System Rules
System Rules are the standing instructions that shape how the product's in-app chat behaves. They are written in plain language and apply to every conversation your team has with the ContextCache assistant.
What they are
A system rule is a short, natural-language statement that tells the assistant how to behave in the dashboard's own chat experience. Typical rules cover tone ("respond concisely"), priorities ("always check the Decisions database before proposing a change"), and guardrails ("never send external messages without confirmation").
Rules live at Dashboard → System Rules and apply across every cache when you use the in-app assistant.
Workspace rules vs cache instructions
There are two places to shape AI behavior, and they serve different purposes:
- Workspace System Rules (
/dashboard/rules) apply to the product's own chat on web and mobile. They are global across every cache. - Cache system instructions (under each cache's settings) shape AI behavior when that specific cache is the active context. Use them for facts, tone, and priorities unique to one body of work.
External MCP clients such as Claude Desktop or Cursor do not inherit Workspace System Rules. They use their own configuration.
Writing effective rules
The goal is context, not rigid scripting. A good rule describes a preference or a fact in one short sentence; an overloaded rule list pulls the assistant in too many directions.
- Be specific. Prefer "summaries should be under 150 words" to "keep it short".
- State facts once. If the assistant should always treat Q2 targets as confidential, say so in a rule instead of adding the reminder to every prompt.
- Keep the list small. Aim for five to ten rules. More than that and the assistant starts to compromise on the ones that matter most.
- Revise over time. Rules are editable. When you notice the assistant repeatedly getting something wrong, add or refine a rule instead of correcting the response each time.
How rules compose at runtime
When the assistant responds, the product composes its prompt in a fixed order:
- Workspace System Rules — global behavioral grounding.
- Cache system instructions — context specific to the active cache.
- Blueprint instructions — if a blueprint is running, its workflow-specific prompt.
- Resolved inputs — the typed parameters the run supplies.
- Data bindings — live cache content or integration data pulled at runtime.
Rules set the tone; blueprints and bindings provide the specifics. This order is intentional: rules give the assistant ground truth before any task-specific framing arrives.
Managing rules
Rules are added, edited, reordered, and deleted from Dashboard → System Rules. Order matters when two rules conflict, so place the ones that should take precedence higher in the list. Changes take effect on the next conversation turn.
See also
- Chat — where these rules apply.
- Blueprints — how workflow instructions layer on top of rules.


**What the task requires**
Print every line from the start of the data, and when you reach the line with "Image is 542x248 pixels.", include it and stop. Pictures are not part of the copy.
START Given records
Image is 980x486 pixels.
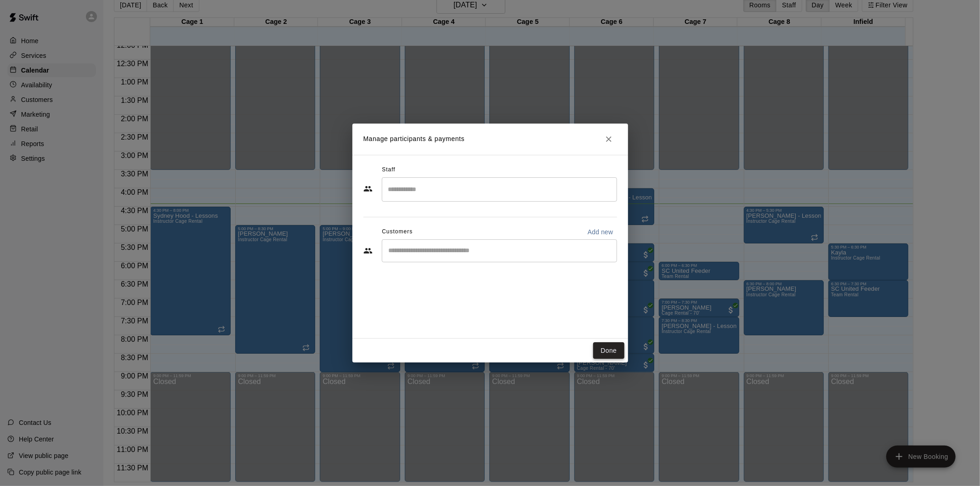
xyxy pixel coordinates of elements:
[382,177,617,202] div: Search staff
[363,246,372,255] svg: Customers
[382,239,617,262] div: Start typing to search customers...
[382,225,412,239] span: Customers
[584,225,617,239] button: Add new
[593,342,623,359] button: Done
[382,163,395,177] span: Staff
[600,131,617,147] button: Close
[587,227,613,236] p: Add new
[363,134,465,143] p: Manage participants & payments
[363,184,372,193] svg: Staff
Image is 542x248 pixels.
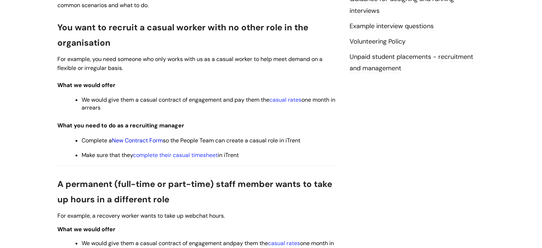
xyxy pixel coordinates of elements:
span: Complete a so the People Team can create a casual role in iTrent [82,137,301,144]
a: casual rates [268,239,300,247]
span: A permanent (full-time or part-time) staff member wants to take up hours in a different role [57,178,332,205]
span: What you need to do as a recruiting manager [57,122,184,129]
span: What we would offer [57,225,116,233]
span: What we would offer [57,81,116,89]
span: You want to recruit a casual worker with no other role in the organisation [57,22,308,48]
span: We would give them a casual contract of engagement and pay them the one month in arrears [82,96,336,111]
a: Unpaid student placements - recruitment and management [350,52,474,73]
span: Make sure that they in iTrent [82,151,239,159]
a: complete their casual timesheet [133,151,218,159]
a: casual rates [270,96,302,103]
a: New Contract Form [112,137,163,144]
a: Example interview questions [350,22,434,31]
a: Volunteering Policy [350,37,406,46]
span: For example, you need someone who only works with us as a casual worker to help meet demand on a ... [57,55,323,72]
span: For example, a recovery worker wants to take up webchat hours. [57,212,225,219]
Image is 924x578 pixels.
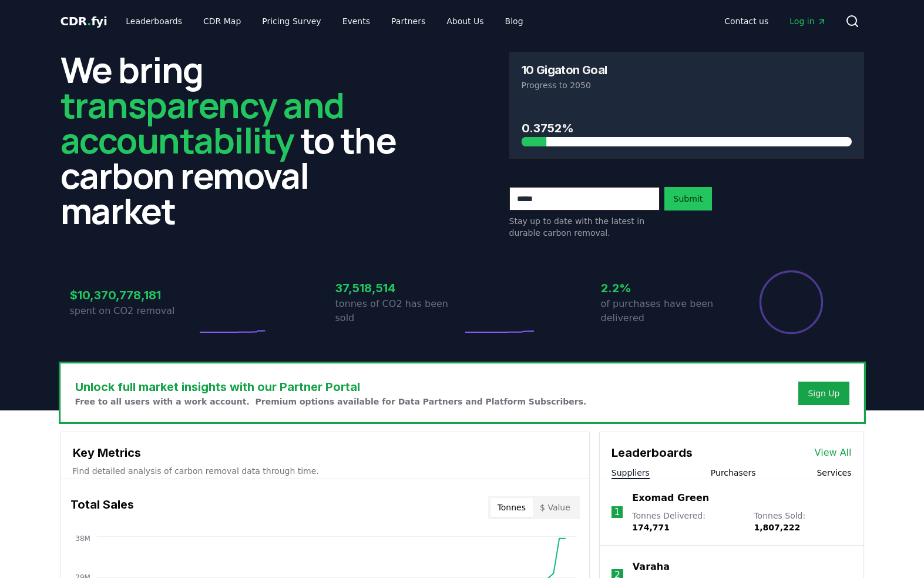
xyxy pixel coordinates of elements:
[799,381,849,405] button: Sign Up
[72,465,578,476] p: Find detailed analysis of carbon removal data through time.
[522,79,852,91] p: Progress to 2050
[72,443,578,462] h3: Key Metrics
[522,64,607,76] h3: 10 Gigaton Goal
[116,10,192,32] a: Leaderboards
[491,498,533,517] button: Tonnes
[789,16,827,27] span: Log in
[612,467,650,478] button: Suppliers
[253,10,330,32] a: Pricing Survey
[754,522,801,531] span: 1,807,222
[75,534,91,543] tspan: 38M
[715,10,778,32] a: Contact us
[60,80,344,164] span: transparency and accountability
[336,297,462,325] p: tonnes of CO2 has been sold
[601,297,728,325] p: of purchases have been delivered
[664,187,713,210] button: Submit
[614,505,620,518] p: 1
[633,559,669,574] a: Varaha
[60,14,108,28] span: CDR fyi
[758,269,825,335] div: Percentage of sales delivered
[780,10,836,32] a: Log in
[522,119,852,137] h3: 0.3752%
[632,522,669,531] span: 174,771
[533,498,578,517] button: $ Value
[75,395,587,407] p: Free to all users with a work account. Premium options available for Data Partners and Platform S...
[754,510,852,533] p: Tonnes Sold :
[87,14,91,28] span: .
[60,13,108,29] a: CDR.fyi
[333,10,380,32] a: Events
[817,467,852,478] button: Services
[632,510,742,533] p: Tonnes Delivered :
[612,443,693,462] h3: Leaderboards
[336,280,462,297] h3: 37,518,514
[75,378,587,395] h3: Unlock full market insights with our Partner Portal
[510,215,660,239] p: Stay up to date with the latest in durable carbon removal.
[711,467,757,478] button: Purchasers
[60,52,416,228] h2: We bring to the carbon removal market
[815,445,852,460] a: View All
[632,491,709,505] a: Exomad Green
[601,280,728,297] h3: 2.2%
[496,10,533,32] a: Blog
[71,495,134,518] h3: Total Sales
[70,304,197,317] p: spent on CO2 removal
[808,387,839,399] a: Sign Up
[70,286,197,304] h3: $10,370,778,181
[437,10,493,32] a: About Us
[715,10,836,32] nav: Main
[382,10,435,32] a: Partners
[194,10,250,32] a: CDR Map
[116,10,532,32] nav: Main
END Given records
**Final answer**
Image is 980x486 pixels.
xyxy pixel coordinates of elements:
[382,177,617,202] div: Search staff
[363,246,372,255] svg: Customers
[382,239,617,262] div: Start typing to search customers...
[382,225,412,239] span: Customers
[584,225,617,239] button: Add new
[593,342,623,359] button: Done
[382,163,395,177] span: Staff
[600,131,617,147] button: Close
[587,227,613,236] p: Add new
[363,134,465,143] p: Manage participants & payments
[363,184,372,193] svg: Staff
Image is 542x248 pixels.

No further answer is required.